What to Wear: Why Mormon Feminism is Barking up the Wrong Red Herring

Have you seen this?

Good. Your mind is a little broadened to the variety that is feminism.

I'm a feminist too! And these are just some of my ideas about feminism and clothing.

Let me tell you EXACTLY why I will not be bifurcating my outer clothing at church this Sunday. And why I'd love it if some people did.

They're right: we, as a culture, don't accept diversity very well, despite God's frantic admonitions. Our bad. So if you see a woman wearing pants to church, revel in it. Her courage, or diversity, or whatever she is being/expressing, is awesome, even if she's just expressing that she didn't get all her laundry done that week. We've all been there. I wore flip-flops a couple of times because I had forgotten to travel with shoes. Nobody cared. Okay, one little girl asked, but her mother defended me.

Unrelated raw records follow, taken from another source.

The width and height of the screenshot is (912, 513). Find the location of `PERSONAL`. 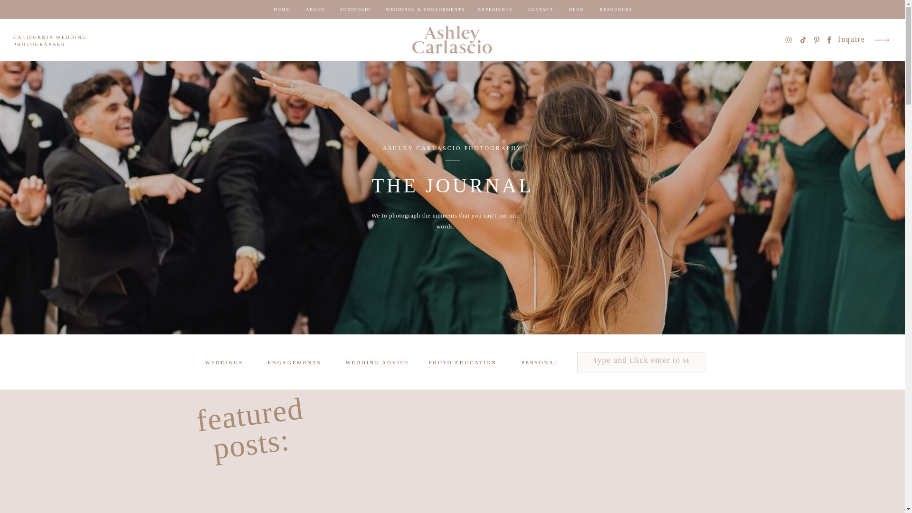

PERSONAL is located at coordinates (544, 363).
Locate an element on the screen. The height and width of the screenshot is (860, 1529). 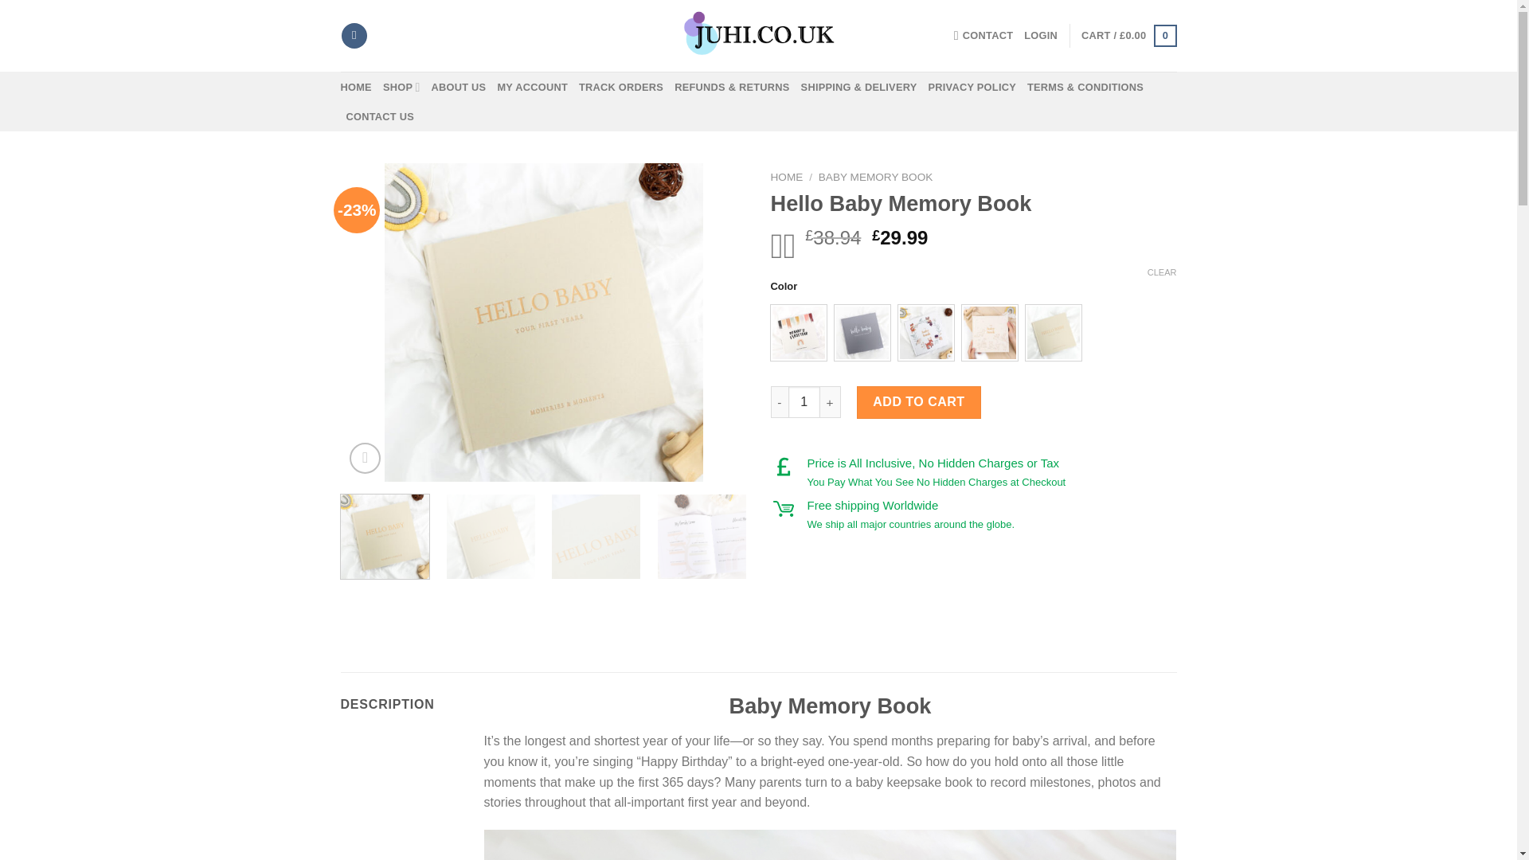
Beige is located at coordinates (798, 333).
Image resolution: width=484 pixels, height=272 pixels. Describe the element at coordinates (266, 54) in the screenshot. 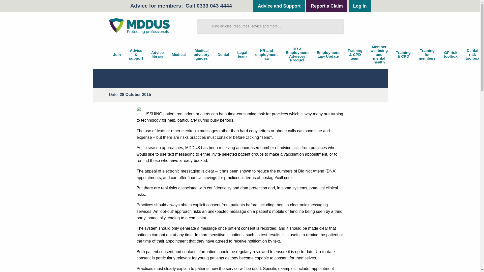

I see `HR and employment law` at that location.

If you want to worship somewhere with a dress code, there's always the Temple, where diversity is very much beside the point, and where we embrace the things that make every person equal - our status as children of God, and our will to return to Him someday. The Temple is a place to discard worldly differences like income, fashion, age, and background (class, ethnicity, nationality, language, etc).

Church could be as Celestial, in my opinion, but for now, we attend our weekly services still steeped in the nonverbal and verbal rhetoric of our earthly existence. And that includes our clothes.

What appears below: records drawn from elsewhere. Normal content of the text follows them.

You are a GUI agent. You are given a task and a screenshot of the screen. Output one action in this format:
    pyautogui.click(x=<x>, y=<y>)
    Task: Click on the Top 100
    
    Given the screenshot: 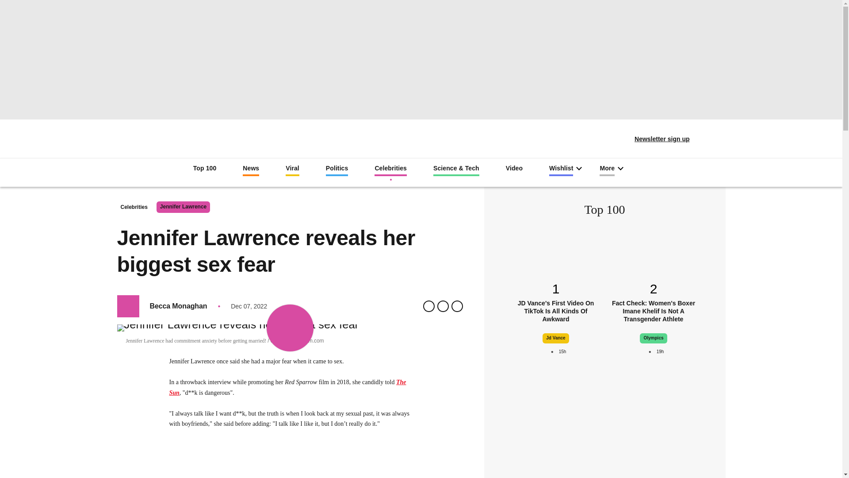 What is the action you would take?
    pyautogui.click(x=205, y=169)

One of the things that this controversy really awakens, is an awareness that our clothing doesn't communicate clearly. Feminists interpret skirts to mean subjugation, or conformity. The responses seem to indicate that others interpret skirts to mean girl power, or just girliness. Neither of these interpretations is an ideal message to be sending. Neither do I think they're precisely true.

The tacit female "dress code" is actually a LOT more loose than the male dress-code. Men are expected to wear dark suits, ties, and white shirts, especially if they are administering ordinances. Some of them kick the code, but nobody grouses too much. I've seen (and encouraged) men attending in jeans and work shirts. I've known them to attend the temple that way, when it was necessary. How you look walking in doesn't matter as much as people might think.

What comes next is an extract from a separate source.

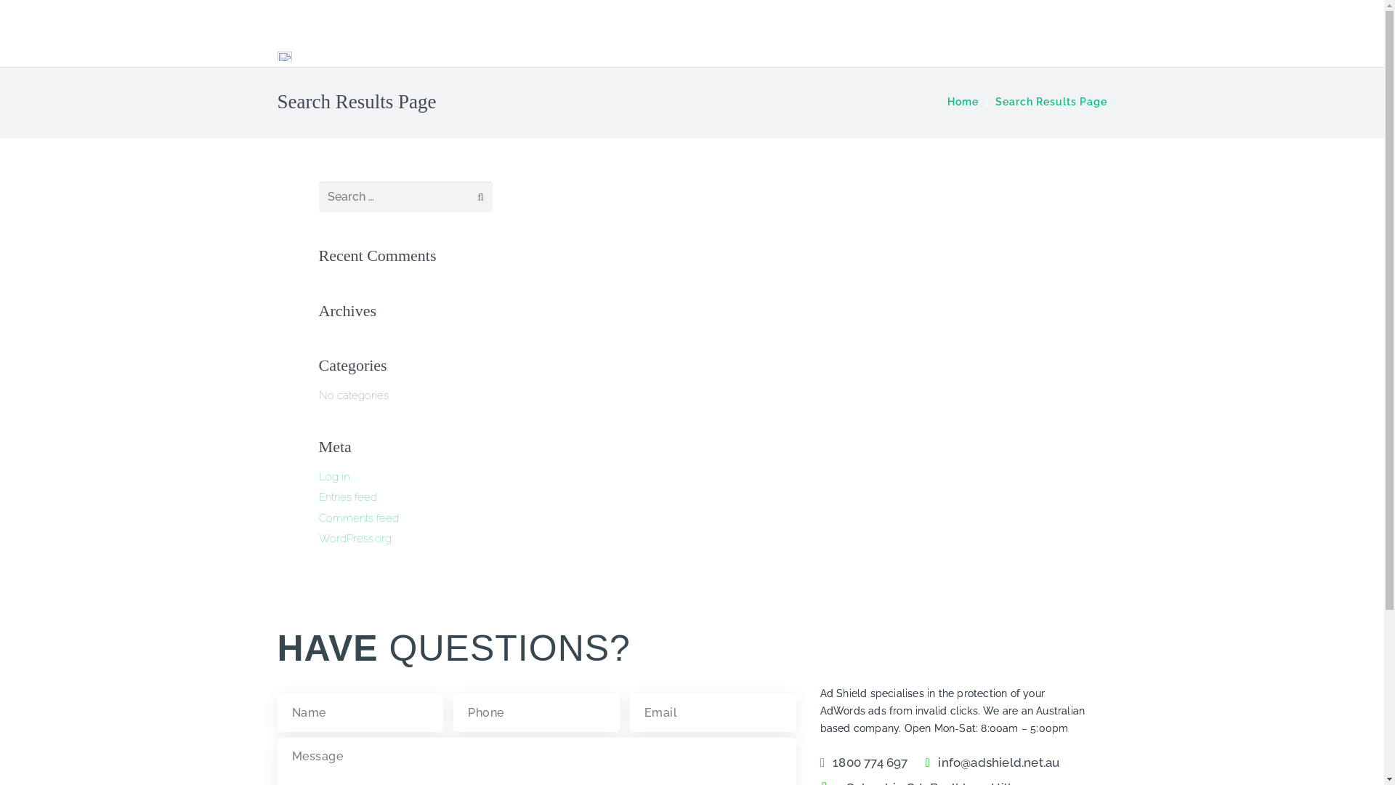 The height and width of the screenshot is (785, 1395). Describe the element at coordinates (963, 102) in the screenshot. I see `Home` at that location.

That the men's dress code is MUCH more specific than simply "skirts or dresses," still leaves the code different for men and women. Nobody mentions colors, cuts, lines, fabrics, accessories (can you IMAGINE!?), or anything but modesty* to women of the church, for one very good reason. The rhetoric of our clothing, while communicating complex and often confusing messages to our friends in and out of the church, is meant for someone else entirely.

I wear clothes that speak to me, and to God. I control that message as best I can, and what I want to say to God is that I love Him, and respect Him, and the building, and the people I will meet there. I wear skirts because in our society, skirts differentiate my worship clothes from my workday clothes. I wear jeans and T-shirts to school. I wear sweaters and slacks to work. At church, I will wear skirts to show reverence, because that is how my culture dresses "up." If my culture dressed "up" by the reverse standard, wearing skirts every day, and wearing slacks only for ceremonious occasions (medieval Scotland?), I'd switch without a thought, regardless of the gender rhetoric. Our culture has different standards of "up" for men and women, and we hold our services in the vernacular.**

Wearing dresses tells me that I love me, too. They remind me that Sundays are different, and that church is a place of grace and healing. The message I send myself is one of humility and confidence, yes, but humility before the Lord, not men, and confidence that God loves me.

I have been known to wear odd things to Sunday services. Last week, I wore black leather boots, and a tie. And an ankle-length purple skirt. The boots were for walking in the snow, and I wear ties because I feel more formal in them. I wore the skirt because skirts are formal, and the sacrament is a formal occasion. But if my closet burned, I would go to church wrapped in a blanket, because church is more important than clothes. And a blanket still isn't bifurcated.***

* a related, but separate issue

** until Fast and Testimony meeting, when it's all in Mormonese.